Holocaust survivors warn of rising anti-Semitism on 84th Kristallnacht anniversary
As number of Holocaust survivors dwindles and memory of the Holocaust fades with time, many young people have little or no knowledge about the Nazi atrocities
Eighty-four years since Kristallnacht, “the “Night of Broken Glass,” Holocaust survivors are urging the world not to underestimate the danger of ever-present anti-Semitism.
On Nov. 9-10, 1938, Nazi rioters destroyed 267 synagogues and 7,000 Jewish businesses throughout Germany and Austria, and arrested 30,000 Jewish men, placing them in concentration camps. Some view Kristallnacht as the beginning of the Holocaust of European Jewry.
Through the campaign #ItStartedWithWords, several Holocaust survivors are warning the younger generations today that the mass murder of 6 million Jews started with words of hatred, which are still being spread today.
Eva Szepesi is a 90-year-old Holocaust survivor who was captured and deported at age 12 to the infamous death camp Auschwitz. While she miraculously survived the horror, her parents and brother were murdered by the Nazis.
However, Szepesi recalls that the anti-Semitic horror that culminated in murder started with vocalized hatred among her best childhood friends.
“It started for me when I was eight years old, and I could not understand why my best friends were shouting bad names at me,” Szepesi said.
Greg Schneider, the executive vice president of the Claims Conference, which has worked on different fronts to assist survivors and is behind the #ItStartedWithWords campaign, stressed that the campaign’s purpose extends beyond remembering the Nazi reign of terror or commemorating Kristallnacht.
“With the growing prevalence of Holocaust denial, distortion and hate speech on social platforms, the core message behind the #ItStartedWithWords campaign becomes even more important: the Holocaust did not start with camps, ghettos and deportations; it started with words of hate,” Schneider said.
As the number of Holocaust survivors dwindles and the memory of the Holocaust wanes with time, many young people in the world have little or no knowledge about the Nazi destruction of European Jewry.
In a nationwide U.S. survey from 2020, more than 60% of young Americans did not know that 6 million Jews were murdered during the Holocaust. Even more shockingly, 10% of the survey respondents said they had never heard of the Holocaust.
Ignorance about the horrific decimation of much of Europe’s Jewish population is particularly pronounced among millennials (those born from 1981 to 1996) and Generation Z (those born from 1996 to 2012).
“There is no doubt that Holocaust denial is a form of anti-Semitism. And when we fail to actively remember the facts of what happened, we risk a situation where prejudice and anti-Semitism will encroach on those facts,” warned Deborah Lipstadt, who has served as the United States Special Envoy for Monitoring and Combating Anti-Semitism since May 3.
Ignorance of the Holocaust is not limited to the young; a 2019 Pew Research Poll found that only 45% of all American adults know that 6 million Jews were murdered.
Montana Tucker is a 29-year-old singer, dancer and social media influencer to more than 8 million followers, who recently started sharing educational videos about the Holocaust, hoping that her followers would learn more.
“I think the main goal was [to educate] Gen-Z, because that’s the generation that doesn’t know as much about it,” she said. “But I think it’s also going to, hopefully, change people’s perspectives, as well.”
Anti-Semitism in the U.S. last year was the highest on record, according to the Anti-Defamation League, an organization committed to combating anti-Semitism.
Jew-hatred in American society reportedly increased 34% in 2021 compared to 2020. As in the past, the Arab-Israeli conflict in the Middle East was used as a pretext to justify hatred against Jews worldwide.
The All Israel News Staff is a team of journalists in Israel.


> TASK DETAILS
Filter the data for "will" and copy matching lines.
:: DATA TO USE ::
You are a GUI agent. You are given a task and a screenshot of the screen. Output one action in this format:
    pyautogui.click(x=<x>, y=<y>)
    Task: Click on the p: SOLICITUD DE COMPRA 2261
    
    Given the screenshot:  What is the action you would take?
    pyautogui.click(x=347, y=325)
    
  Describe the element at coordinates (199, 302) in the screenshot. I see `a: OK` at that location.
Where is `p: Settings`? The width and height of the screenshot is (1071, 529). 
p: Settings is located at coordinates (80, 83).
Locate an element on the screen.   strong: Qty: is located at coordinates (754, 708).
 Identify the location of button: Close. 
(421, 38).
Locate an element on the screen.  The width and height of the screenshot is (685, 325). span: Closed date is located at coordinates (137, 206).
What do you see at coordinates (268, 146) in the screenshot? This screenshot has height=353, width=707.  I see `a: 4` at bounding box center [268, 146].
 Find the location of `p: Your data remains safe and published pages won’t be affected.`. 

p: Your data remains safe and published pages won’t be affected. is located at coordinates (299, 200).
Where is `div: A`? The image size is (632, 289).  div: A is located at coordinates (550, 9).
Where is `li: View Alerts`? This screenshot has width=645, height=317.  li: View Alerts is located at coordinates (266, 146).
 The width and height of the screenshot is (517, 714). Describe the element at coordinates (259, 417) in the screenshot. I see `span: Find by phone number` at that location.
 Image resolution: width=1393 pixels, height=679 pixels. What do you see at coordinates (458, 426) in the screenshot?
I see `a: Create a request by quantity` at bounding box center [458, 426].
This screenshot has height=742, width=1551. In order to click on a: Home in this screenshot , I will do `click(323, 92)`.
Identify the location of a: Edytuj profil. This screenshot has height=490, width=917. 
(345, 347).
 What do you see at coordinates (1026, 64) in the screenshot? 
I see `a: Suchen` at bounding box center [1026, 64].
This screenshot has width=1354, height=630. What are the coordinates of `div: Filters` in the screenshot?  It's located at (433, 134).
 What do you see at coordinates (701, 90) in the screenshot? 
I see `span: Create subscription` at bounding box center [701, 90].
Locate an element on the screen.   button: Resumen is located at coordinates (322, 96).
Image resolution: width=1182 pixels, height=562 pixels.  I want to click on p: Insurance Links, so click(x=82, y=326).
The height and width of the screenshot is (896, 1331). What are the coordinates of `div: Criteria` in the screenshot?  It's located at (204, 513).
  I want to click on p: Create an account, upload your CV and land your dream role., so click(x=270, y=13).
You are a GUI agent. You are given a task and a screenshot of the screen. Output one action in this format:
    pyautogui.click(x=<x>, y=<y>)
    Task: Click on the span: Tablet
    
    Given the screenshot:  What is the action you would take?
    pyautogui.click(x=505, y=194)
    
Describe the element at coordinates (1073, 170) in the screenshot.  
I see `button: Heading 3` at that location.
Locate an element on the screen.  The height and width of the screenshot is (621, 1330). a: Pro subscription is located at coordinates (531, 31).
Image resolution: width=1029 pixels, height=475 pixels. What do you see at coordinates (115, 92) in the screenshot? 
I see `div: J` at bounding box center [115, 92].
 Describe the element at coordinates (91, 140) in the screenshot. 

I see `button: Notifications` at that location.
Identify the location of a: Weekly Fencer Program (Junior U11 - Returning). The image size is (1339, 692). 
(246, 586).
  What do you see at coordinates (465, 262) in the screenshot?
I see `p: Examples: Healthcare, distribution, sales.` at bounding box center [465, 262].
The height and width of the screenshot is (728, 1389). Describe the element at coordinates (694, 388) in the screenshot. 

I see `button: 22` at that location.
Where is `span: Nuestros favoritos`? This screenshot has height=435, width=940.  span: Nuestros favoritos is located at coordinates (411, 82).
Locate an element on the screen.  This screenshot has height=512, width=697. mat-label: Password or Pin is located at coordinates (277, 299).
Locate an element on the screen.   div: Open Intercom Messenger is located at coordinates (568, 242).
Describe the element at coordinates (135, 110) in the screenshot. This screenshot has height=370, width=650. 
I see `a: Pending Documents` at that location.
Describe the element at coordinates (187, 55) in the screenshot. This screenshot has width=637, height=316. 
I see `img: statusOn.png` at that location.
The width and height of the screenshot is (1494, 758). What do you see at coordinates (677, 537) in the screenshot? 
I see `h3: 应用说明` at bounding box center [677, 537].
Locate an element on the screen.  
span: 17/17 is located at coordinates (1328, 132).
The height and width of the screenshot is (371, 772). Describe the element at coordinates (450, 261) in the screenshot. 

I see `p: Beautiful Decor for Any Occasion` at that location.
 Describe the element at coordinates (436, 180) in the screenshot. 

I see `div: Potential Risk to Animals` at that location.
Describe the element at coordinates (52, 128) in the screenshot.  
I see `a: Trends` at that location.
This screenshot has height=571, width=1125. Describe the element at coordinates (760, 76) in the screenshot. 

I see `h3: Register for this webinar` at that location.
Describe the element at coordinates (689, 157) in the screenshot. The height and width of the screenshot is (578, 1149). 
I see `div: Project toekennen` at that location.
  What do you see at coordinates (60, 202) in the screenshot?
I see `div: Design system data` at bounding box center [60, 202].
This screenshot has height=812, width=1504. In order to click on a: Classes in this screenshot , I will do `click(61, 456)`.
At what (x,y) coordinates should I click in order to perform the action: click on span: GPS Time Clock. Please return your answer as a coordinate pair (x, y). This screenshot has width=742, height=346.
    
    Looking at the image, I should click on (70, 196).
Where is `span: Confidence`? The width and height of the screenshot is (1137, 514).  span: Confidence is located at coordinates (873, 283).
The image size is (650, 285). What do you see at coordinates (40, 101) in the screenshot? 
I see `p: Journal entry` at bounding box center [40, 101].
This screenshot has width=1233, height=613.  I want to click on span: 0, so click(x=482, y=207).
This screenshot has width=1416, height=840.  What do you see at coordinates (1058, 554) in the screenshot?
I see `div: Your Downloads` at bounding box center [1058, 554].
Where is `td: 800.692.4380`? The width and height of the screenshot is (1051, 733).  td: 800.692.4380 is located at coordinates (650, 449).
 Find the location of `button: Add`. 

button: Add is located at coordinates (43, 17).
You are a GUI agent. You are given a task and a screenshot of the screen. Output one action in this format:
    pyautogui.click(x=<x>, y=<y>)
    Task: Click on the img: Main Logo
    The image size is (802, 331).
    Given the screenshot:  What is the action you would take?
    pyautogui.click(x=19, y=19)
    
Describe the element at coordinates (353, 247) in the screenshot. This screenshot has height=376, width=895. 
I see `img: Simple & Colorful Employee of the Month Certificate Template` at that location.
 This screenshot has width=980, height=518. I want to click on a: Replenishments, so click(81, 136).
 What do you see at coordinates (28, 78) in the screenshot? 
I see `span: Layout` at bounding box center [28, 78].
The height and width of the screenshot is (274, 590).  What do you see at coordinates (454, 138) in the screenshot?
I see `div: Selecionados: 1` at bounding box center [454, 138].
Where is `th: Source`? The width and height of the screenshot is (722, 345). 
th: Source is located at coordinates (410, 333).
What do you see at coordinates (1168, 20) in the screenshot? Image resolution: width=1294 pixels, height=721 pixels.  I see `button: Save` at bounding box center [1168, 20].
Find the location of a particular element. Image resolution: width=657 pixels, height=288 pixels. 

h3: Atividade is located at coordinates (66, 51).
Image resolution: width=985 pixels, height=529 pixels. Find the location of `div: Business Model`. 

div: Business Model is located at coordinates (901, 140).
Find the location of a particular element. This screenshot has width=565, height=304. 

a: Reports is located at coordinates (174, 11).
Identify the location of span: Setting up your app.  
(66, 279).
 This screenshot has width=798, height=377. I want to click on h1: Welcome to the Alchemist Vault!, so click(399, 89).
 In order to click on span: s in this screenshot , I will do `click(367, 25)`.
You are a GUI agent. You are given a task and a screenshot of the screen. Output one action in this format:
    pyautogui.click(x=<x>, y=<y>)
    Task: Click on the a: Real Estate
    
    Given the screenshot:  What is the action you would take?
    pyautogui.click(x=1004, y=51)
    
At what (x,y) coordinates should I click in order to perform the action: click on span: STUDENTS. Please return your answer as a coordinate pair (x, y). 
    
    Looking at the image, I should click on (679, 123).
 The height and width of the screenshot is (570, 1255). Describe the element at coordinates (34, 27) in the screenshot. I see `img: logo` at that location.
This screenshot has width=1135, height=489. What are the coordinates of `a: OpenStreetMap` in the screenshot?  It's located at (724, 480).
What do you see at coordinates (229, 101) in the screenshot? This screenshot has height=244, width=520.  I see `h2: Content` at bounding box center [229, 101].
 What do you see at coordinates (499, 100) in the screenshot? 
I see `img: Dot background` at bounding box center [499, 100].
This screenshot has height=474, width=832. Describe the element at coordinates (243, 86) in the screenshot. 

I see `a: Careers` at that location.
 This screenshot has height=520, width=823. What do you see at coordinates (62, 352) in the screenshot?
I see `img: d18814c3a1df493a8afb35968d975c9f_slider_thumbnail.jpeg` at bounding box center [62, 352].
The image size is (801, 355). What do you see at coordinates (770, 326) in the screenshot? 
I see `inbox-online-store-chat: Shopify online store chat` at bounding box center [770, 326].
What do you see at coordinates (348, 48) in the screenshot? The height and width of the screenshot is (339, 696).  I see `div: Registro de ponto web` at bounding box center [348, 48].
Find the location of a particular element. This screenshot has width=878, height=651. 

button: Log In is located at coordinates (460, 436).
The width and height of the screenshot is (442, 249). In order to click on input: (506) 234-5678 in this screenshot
:::
> EXERCISE SOLUTION
This screenshot has height=742, width=1551. In order to click on a: Home in this screenshot , I will do `click(323, 92)`.
This screenshot has height=812, width=1504. In order to click on a: Classes in this screenshot , I will do `click(61, 456)`.
 In order to click on span: s in this screenshot , I will do `click(367, 25)`.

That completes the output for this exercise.